Long, lyre-shaped black horns made the antelope a beautiful creature. Her seductive brown eyes had a delicate streak of white above and gentle tan shading below. Two white patches on her face—one beneath the nostrils and above the mouth, the other under her lower lip—gave Impala the look of a lovely, pouty queen. Jess had no trouble transforming the natural beauty and grace of the antelope into an appealing but exasperating character.
Splinter loved to read aloud lines from James Perrott’s rollicking text, and he enjoyed helping his mother plan the painting that would accompany the words. As long as Jess could remember, her son had dawdled at her side while she sketched and illustrated. In fact, Splint provided her with a strong dose of inspiration. She had never mentioned it to anyone, but the little monkey in her award-winning books shared many traits with a certain overactive, impish, and excitable boy.
“Let me decide where to put Impala on the next page,” Splint begged one afternoon as he lounged, feet up on the table, in Jess’s studio. “I’ll remember what you told me about design and balance.”
“Okay,” she said. “I’ll close my eyes and listen while you read the words. Remember, on this page the monkey is doing most of the talking. Actually, he’s scolding Impala, so we want to put Kima in the dominant position on the page.”
“Here’s what Kima says.” Splint cleared his throat and held up the page of manuscript.
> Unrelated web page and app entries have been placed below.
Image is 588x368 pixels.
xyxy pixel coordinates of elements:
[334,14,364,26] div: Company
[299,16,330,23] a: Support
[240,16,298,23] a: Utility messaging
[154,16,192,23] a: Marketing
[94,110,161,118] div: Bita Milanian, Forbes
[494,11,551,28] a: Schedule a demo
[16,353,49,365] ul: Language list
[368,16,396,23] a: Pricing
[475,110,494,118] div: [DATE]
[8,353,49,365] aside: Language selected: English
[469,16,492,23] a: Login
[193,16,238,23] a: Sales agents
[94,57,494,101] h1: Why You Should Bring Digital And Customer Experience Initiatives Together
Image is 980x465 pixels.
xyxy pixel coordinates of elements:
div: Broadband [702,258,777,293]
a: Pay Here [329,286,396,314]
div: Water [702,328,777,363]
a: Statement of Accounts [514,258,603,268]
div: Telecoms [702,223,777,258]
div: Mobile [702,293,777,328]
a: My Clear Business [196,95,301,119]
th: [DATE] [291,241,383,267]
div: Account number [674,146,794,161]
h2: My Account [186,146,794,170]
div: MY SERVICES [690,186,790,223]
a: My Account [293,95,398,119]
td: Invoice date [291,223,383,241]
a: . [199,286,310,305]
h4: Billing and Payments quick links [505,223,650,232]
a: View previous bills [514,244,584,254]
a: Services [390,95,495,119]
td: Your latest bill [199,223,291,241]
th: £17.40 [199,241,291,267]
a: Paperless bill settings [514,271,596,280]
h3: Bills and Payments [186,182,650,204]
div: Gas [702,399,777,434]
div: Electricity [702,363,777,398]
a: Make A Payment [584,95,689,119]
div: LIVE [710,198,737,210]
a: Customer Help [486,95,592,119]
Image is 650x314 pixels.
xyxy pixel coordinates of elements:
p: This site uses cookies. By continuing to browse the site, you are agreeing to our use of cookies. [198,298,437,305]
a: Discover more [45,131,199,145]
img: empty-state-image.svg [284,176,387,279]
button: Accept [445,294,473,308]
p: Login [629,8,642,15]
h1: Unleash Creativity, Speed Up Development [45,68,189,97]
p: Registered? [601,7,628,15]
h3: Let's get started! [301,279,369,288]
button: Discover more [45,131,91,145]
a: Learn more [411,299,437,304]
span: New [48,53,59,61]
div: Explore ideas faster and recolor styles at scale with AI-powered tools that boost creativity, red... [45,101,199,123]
“‘You fuss and gripe and irritate.
You scold and push and never wait.
And that is why, my dear Impala,
No one’s coming to your birthday gala.’
Kima finished and sat down.
He watched Impala start to frown.
But then that frown turned into tears—
A thing no one had seen in years!”
“Poor Impala,” Jess said. “She’s crying. Maybe Kima shouldn’t have been quite so blunt with her.”
“You’re wrong, Mom. All the animals were talking about Impala behind her back, saying how grumpy and irritable she always acted. And none of them were planning to go to her birthday party. Kima did the right thing to just go right up to Impala and tell her the truth. People ought to tell the truth. You’ve always said that, Mom.”